Foreign Policy Blogs

The Selling of the President, Revisited

In the "gotcha" spirit of our current politics, CNN is rudely replaying the archival footage of Scott McClellan dismissing Richard Clarke's tell-all book, written after Clarke left the Bush Administration in the wake of 9/11. "Why didn't he tell the President these things when he was in the White House, rather than waiting until he left?" McClellan says from the podium of the White House Press Room back in 2004. Switch to the current White House spokesman, Dana Perino, from the same podium, speaking yesterday about McClellan's own just-published tell-all account of the Bush Administration he once served: “The President is puzzled, and he doesn't recognize this as the Scott McClellan that he hired and confided in and worked with for so many years,” Perino says, adding that Bush is “disappointed that if he had these concerns and these thoughts, he never came to him or anyone else on the staff."

What we have here, to quote the famous line from the Sixties, is a failure to communicate. It's hard and often hazardous to one's career for a staffer to tell a President he's wrong. By the same token, it's easy, and often profitable, for a staffer, once out of office, to publish his criticisms in a book. Take your pick which explanation you find more convincing.

One of McClellan's complaints is a familiar one , that he was misled by Bush White House officials. Many if not most White House spokesmen complain at some point about being misled or kept unaware of important developments, so this is hardly news. However, it appears that a good part of McClellan's book is really an attack on the Administration's motives as it tried to tell its story via the media. Here McClellan alleges that the President sold the American people on Iraq having Weapons of Mass Destruction as a pretext for conducting a militarily-led project to spread democracy in the Middle East.

If such is indeed the case, we are indeed in a sorry state. Seeing Iraq as an incubator for Middle East democracy required a lively imagination, even back in 2003. Willingly selling a war under false pretenses would be reprehensible. As nearly as one can tell from the initial reviews, McClellan makes the hypothesis without providing proof. Maybe he really wasn't in the loop.

The larger context for this discussion is our Election Year, the outgoing President's low approval ratings, and the efforts of so many Republicans to distance themselves from the White House. Much like a consumer product fallen into disrepute, the Republican Party is looking to re-brand itself. The first step is to do some brand research, which Representative Tom Davis, Republican from northern Virginia, does in one of the most remarkable documents of this election year. The 20-page document is well worth reading in its entirety. He writes: "Members [of Congress] and pundits waiting for Democrats to fumble the ball, so that soft Republicans and Independents will snap back to the GOP, fail to understand the deep seeded antipathy toward the President, the war, gas prices, the economy, foreclosures and, in some areas, the underlying cultural differences that continue to brand our party."

As Davis makes clear, Republicans overall need a new image. McCain will not help, since he is not branding himself as a Republican, but rather as a patriot (to the conservative audiences) and as an environmentalist and maverick (to independents and Democrats).

McCain is following his strategy rather well, and is immeasurably helped by the disunity among the Democrats. No matter what Hillary says, she is John McCain's greatest ally. Not only is she sowing doubts about Obama's "electability," she is undermining the image of the Democratic Party right now by fighting the Party's authority to impose discipline on party leaders in Michigan and Florida.

It may yet turn out that, in this remarkable year, Democrats as well as Republicans will find their brand out of favor with most Americans, and the selling of the next President will begin with the "selling" of a new brand for each candidate. Pity the incumbent members of Congress who haven't read Tom Davis' memo.

 

Author

Mark Dillen

Mark Dillen heads Dillen Associates LLC, an international public affairs consultancy based in San Francisco and Croatia. A former Senior Foreign Service Officer with the US State Department, Mark managed political, media and cultural relations for US embassies in Rome, Berlin, Moscow, Sofia and Belgrade, then moved to the private sector. He has degrees from Columbia and Michigan and was a Diplomat-in-Residence at the American Institute for Contemporary German Studies at Johns Hopkins. Mark has also worked for USAID as a media and political advisor and twice served as election observer and organizer for OSCE in Eastern Europe.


> [What the task asks]
Select from the records below every line that has the word "chart" in it.

[Records from a collection of figures]
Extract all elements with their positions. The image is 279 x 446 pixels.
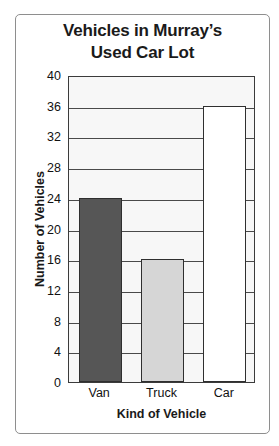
bar-chart-figure: Vehicles in Murray’s Used Car Lot Number…	[0, 0, 279, 446]
chart-title-line-1: Vehicles in Murray’s	[22, 20, 263, 42]
y-axis-tick-label: 16	[47, 253, 61, 267]
y-axis-tick-label: 0	[54, 376, 61, 390]
y-axis-tick-label: 12	[47, 284, 61, 298]
y-axis-tick-label: 36	[47, 100, 61, 114]
y-axis-tick-label: 4	[54, 345, 61, 359]
y-axis-tick-label: 24	[47, 192, 61, 206]
y-axis-tick-label: 8	[54, 315, 61, 329]
x-axis-tick-label-van: Van	[88, 386, 109, 400]
y-axis-title: Number of Vehicles	[33, 149, 47, 309]
y-axis-tick-label: 28	[47, 161, 61, 175]
y-axis-tick-labels: 0481216202428323640	[68, 76, 255, 383]
x-axis-tick-labels: VanTruckCar	[68, 386, 255, 406]
x-axis-tick-label-truck: Truck	[146, 386, 177, 400]
x-axis-title: Kind of Vehicle	[68, 407, 255, 421]
y-axis-tick-label: 40	[47, 69, 61, 83]
y-axis-tick-label: 20	[47, 223, 61, 237]
chart-title-line-2: Used Car Lot	[22, 42, 263, 64]
chart-title: Vehicles in Murray’s Used Car Lot	[22, 20, 263, 64]
y-axis-tick-label: 32	[47, 130, 61, 144]
x-axis-tick-label-car: Car	[214, 386, 234, 400]
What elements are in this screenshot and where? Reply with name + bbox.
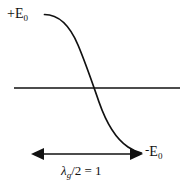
lambda-divisor: /2: [71, 163, 81, 178]
plus-sign: +: [7, 6, 15, 21]
arrowhead-right-icon: [130, 148, 143, 160]
equals-sign: =: [81, 163, 95, 178]
standing-wave-diagram: +E0 -E0 λg/2 = 1: [0, 0, 192, 188]
field-amplitude-curve: [45, 15, 142, 154]
dimension-label: λg/2 = 1: [61, 164, 102, 180]
negative-amplitude-label: -E0: [145, 143, 162, 161]
dimension-value: 1: [95, 163, 102, 178]
field-symbol-negative: E: [149, 144, 158, 159]
positive-amplitude-label: +E0: [7, 7, 28, 23]
arrowhead-left-icon: [31, 148, 44, 160]
figure-canvas: [0, 0, 192, 188]
field-subscript-negative: 0: [158, 151, 163, 161]
field-subscript-positive: 0: [23, 13, 28, 23]
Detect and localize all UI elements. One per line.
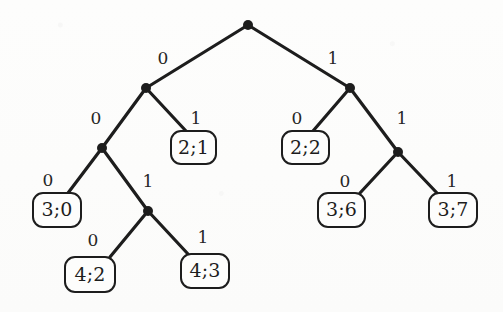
leaf-node-l110: 3;6 — [317, 192, 366, 228]
tree-edge-n001-l0011 — [148, 211, 188, 254]
node-001 — [143, 206, 153, 216]
tree-edge-n001-l0010 — [110, 211, 148, 257]
edge-label-n001-l0010: 0 — [88, 232, 99, 249]
leaf-label-l10: 2;2 — [290, 136, 321, 158]
edge-label-n1-n11: 1 — [397, 110, 408, 127]
node-0 — [141, 83, 151, 93]
edge-label-n1-l10: 0 — [292, 110, 303, 127]
edge-label-n0-l01: 1 — [191, 110, 202, 127]
tree-edge-n1-l10 — [313, 88, 350, 131]
edge-label-n0-n00: 0 — [91, 110, 102, 127]
tree-edge-n11-l111 — [398, 152, 437, 193]
edge-label-n00-l000: 0 — [43, 172, 54, 189]
node-00 — [97, 143, 107, 153]
leaf-label-l110: 3;6 — [326, 198, 357, 220]
leaf-node-l10: 2;2 — [281, 130, 330, 165]
leaf-node-l01: 2;1 — [170, 130, 217, 165]
tree-edge-n00-l000 — [68, 148, 102, 193]
edge-label-root-n1: 1 — [328, 50, 339, 67]
edge-label-n00-n001: 1 — [143, 173, 154, 190]
leaf-label-l111: 3;7 — [437, 198, 468, 220]
tree-edge-n11-l110 — [360, 152, 398, 193]
root-node — [243, 20, 253, 30]
edges-group — [68, 25, 437, 257]
node-11 — [393, 147, 403, 157]
leaf-node-l000: 3;0 — [32, 192, 82, 228]
edge-label-n11-l110: 0 — [340, 173, 351, 190]
leaf-node-l111: 3;7 — [428, 192, 478, 228]
edge-label-root-n0: 0 — [158, 50, 169, 67]
edge-label-n11-l111: 1 — [447, 173, 458, 190]
leaf-label-l01: 2;1 — [178, 136, 209, 158]
tree-edge-n0-l01 — [146, 88, 186, 131]
leaf-label-l0010: 4;2 — [74, 263, 105, 285]
leaf-label-l000: 3;0 — [41, 198, 72, 220]
leaf-node-l0011: 4;3 — [180, 253, 230, 289]
tree-edge-n0-n00 — [102, 88, 146, 148]
tree-diagram-canvas: 010101010101 2;12;23;03;63;74;24;3 — [0, 0, 503, 312]
leaf-node-l0010: 4;2 — [64, 256, 116, 293]
tree-edge-n1-n11 — [350, 88, 398, 152]
tree-edge-n00-n001 — [102, 148, 148, 211]
edge-label-n001-l0011: 1 — [198, 229, 209, 246]
node-1 — [345, 83, 355, 93]
leaf-label-l0011: 4;3 — [189, 259, 220, 281]
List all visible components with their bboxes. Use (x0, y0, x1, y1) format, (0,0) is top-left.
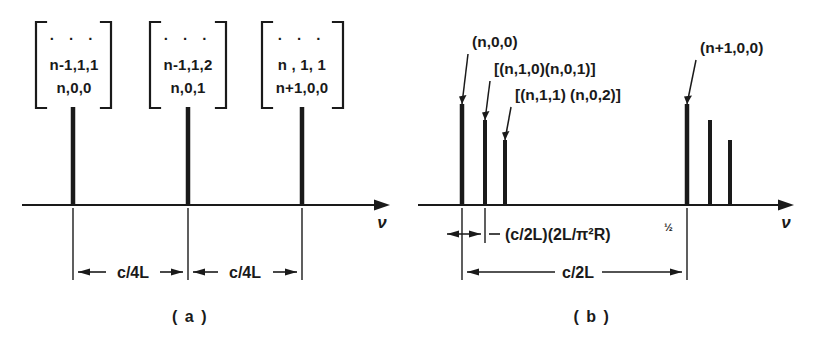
peak-label-b-1: (n,0,0) (472, 33, 518, 50)
dimension-label-b-2: c/2L (562, 264, 594, 281)
dimension-b-1: (c/2L)(2L/π²R) ½ (447, 221, 673, 243)
peak-label-b-2: [(n,1,0)(n,0,1)] (494, 60, 596, 77)
matrix-bracket-1: · · · n-1,1,1 n,0,0 (36, 22, 111, 108)
matrix-dots-2: · · · (164, 30, 212, 47)
figure-canvas: · · · n-1,1,1 n,0,0 · · · n-1,1,2 n,0,1 … (0, 0, 820, 342)
axis-label-a: ν (377, 213, 387, 232)
dimension-b-2: c/2L (467, 264, 682, 281)
panel-b: (n,0,0) [(n,1,0)(n,0,1)] [(n,1,1) (n,0,2… (418, 33, 794, 325)
peak-label-b-4: (n+1,0,0) (700, 39, 763, 56)
dimension-exponent-b-1: ½ (664, 221, 673, 233)
matrix-row-3b: n+1,0,0 (276, 79, 329, 96)
dimension-a-1: c/4L (78, 264, 183, 281)
dimension-a-2: c/4L (193, 264, 297, 281)
dimension-label-b-1: (c/2L)(2L/π²R) (505, 226, 611, 243)
axis-a: ν (22, 200, 390, 233)
matrix-dots-1: · · · (50, 30, 98, 47)
dimension-label-a-2: c/4L (229, 264, 261, 281)
panel-caption-a: ( a ) (172, 308, 208, 325)
matrix-bracket-2: · · · n-1,1,2 n,0,1 (150, 22, 226, 108)
panel-a: · · · n-1,1,1 n,0,0 · · · n-1,1,2 n,0,1 … (22, 22, 390, 325)
spectral-line-figure: · · · n-1,1,1 n,0,0 · · · n-1,1,2 n,0,1 … (0, 0, 820, 342)
dimension-label-a-1: c/4L (117, 264, 149, 281)
matrix-dots-3: · · · (278, 30, 326, 47)
matrix-row-1b: n,0,0 (56, 79, 91, 96)
matrix-row-1a: n-1,1,1 (50, 56, 99, 73)
matrix-row-3a: n , 1, 1 (278, 56, 326, 73)
peak-label-b-3: [(n,1,1) (n,0,2)] (515, 86, 621, 103)
matrix-row-2a: n-1,1,2 (164, 56, 213, 73)
panel-caption-b: ( b ) (574, 308, 611, 325)
matrix-row-2b: n,0,1 (170, 79, 205, 96)
axis-label-b: ν (781, 213, 791, 232)
matrix-bracket-3: · · · n , 1, 1 n+1,0,0 (262, 22, 343, 108)
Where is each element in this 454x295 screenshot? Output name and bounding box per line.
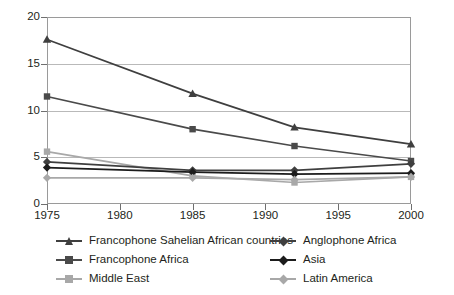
data-point-marker: [44, 148, 50, 154]
legend-label: Francophone Sahelian African countries: [89, 235, 293, 247]
legend-marker-diamond-icon: [270, 273, 296, 284]
legend-marker-diamond-icon: [270, 254, 296, 265]
y-tick-label: 15: [10, 58, 40, 70]
series-2: [44, 93, 414, 164]
x-tick-label: 1985: [170, 210, 216, 222]
x-tick-label: 1975: [24, 210, 70, 222]
x-tick-label: 2000: [388, 210, 434, 222]
data-point-marker: [43, 35, 51, 42]
x-tick-label: 1980: [97, 210, 143, 222]
legend-item[interactable]: Francophone Sahelian African countries: [56, 231, 270, 250]
legend-item[interactable]: Asia: [270, 250, 448, 269]
legend-marker-diamond-icon: [270, 235, 296, 246]
legend-marker-triangle-icon: [56, 235, 82, 246]
legend-item[interactable]: Anglophone Africa: [270, 231, 448, 250]
legend-item[interactable]: Francophone Africa: [56, 250, 270, 269]
series-layer: [47, 17, 411, 204]
series-6: [43, 173, 415, 184]
data-point-marker: [43, 174, 51, 182]
legend-label: Middle East: [89, 273, 149, 285]
data-point-marker: [44, 93, 50, 99]
series-line: [47, 39, 411, 144]
legend-item[interactable]: Latin America: [270, 269, 448, 288]
plot-area: [47, 17, 411, 204]
y-tick-label: 5: [10, 152, 40, 164]
chart-figure: 05101520 197519801985199019952000 Franco…: [0, 0, 454, 295]
y-tick-label: 20: [10, 11, 40, 23]
legend-marker-square-icon: [56, 254, 82, 265]
data-point-marker: [291, 143, 297, 149]
x-tick-label: 1990: [242, 210, 288, 222]
legend-label: Francophone Africa: [89, 254, 189, 266]
legend-item[interactable]: Middle East: [56, 269, 270, 288]
legend-label: Latin America: [303, 273, 373, 285]
series-1: [43, 35, 415, 147]
legend-marker-square-icon: [56, 273, 82, 284]
legend-label: Anglophone Africa: [303, 235, 396, 247]
legend-label: Asia: [303, 254, 325, 266]
data-point-marker: [43, 163, 51, 171]
y-tick-label: 10: [10, 105, 40, 117]
chart-legend: Francophone Sahelian African countriesAn…: [56, 231, 448, 289]
data-point-marker: [189, 126, 195, 132]
x-tick-label: 1995: [315, 210, 361, 222]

> [Answer to this task]
bar-chart-figure: Vehicles in Murray’s Used Car Lot Number…	[0, 0, 279, 446]
chart-title-line-1: Vehicles in Murray’s	[22, 20, 263, 42]
chart-title-line-2: Used Car Lot	[22, 42, 263, 64]
chart-title: Vehicles in Murray’s Used Car Lot	[22, 20, 263, 64]
chart-figure: 05101520 197519801985199019952000 Franco…: [0, 0, 454, 295]
chart-legend: Francophone Sahelian African countriesAn…: [56, 231, 448, 289]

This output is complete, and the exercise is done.